MaryAnn Corbett is an American poet who lives in St. Paul, Minnesota. She has worked as an indexer, is a medievalist, linguist, and has won a number of awards including the Able Muse Book Prize (2011 and 2016), the Willis Barnstone Translation Prize, and the Richard Wilbur Award. See also: Police Procedural

Observations Concerning the Role of the Anglican Funeral Service in the Murder Mystery

Man that is born of woman (saith the prayer book)
hath but a short time to live, especially
in British detective dramas
since it is foreordained that some poor sod
will be shot, strangled, drowned, or brained with a shovel
before the opening credits and theme music.
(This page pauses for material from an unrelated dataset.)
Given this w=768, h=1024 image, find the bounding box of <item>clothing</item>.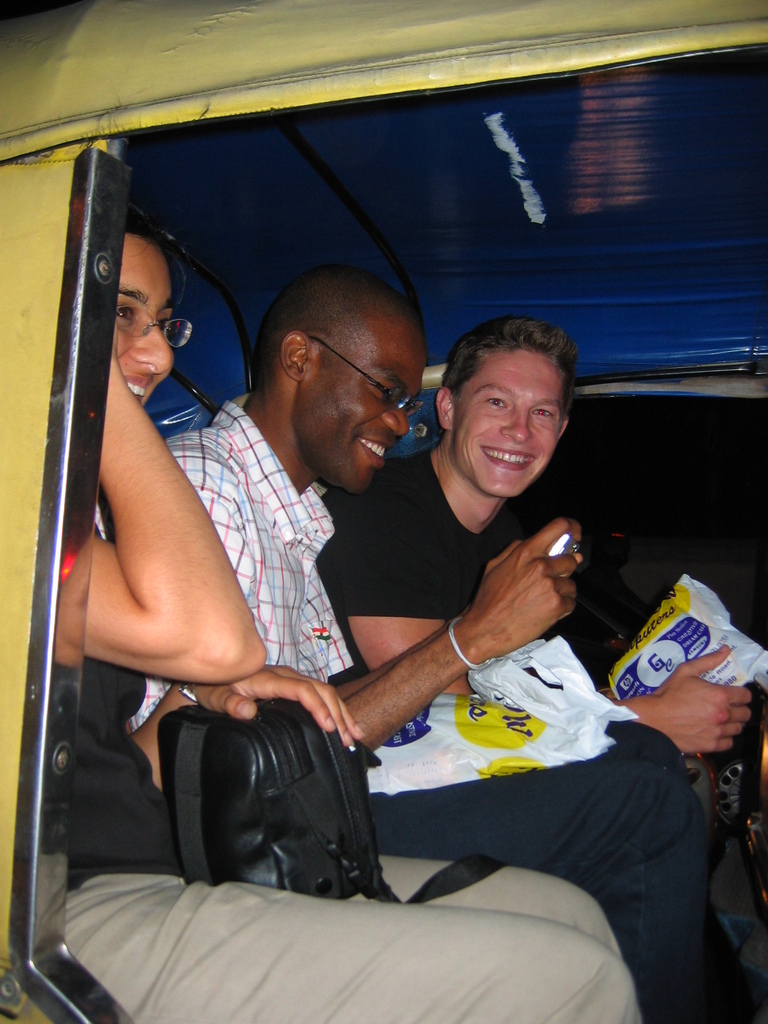
<region>170, 392, 357, 697</region>.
And because in the midst of life we are in death,
at least in prime time, he shall go to his grave,
his procession filmed in an arty overhead shot
with clergy in cassock and billowing surplice sleeves
intoning, while the dewy detective sergeant
gently pries from the grieving mother or widow
some awkward bit that detonates revelation.

And then we’re off in a furious search for justice
with sirens, dangerous driving, and rural scenery.
Even a bumbling American such as myself
is edified by glorious cinematography
and the blessed assurance of the Psalmist’s pastures
which are in Yorkshire, and his still waters in Oxford.

This gives us time to forget the Lord’s great mercy,
which we have prayed for, but certainly do not want
(pace the judge in robe and wig and cap)
for the actual perp, whose evil, twisted soul
is explicated by the genius sleuth
in a five-minute last judgment.

Forasmuch as it hath pleased almighty God
to permit in this life the deceptions that make for mystery,
let us be grateful, collapsing in our recliners
in the sure and certain hope that ninety minutes
will offer us righteousness before we sleep.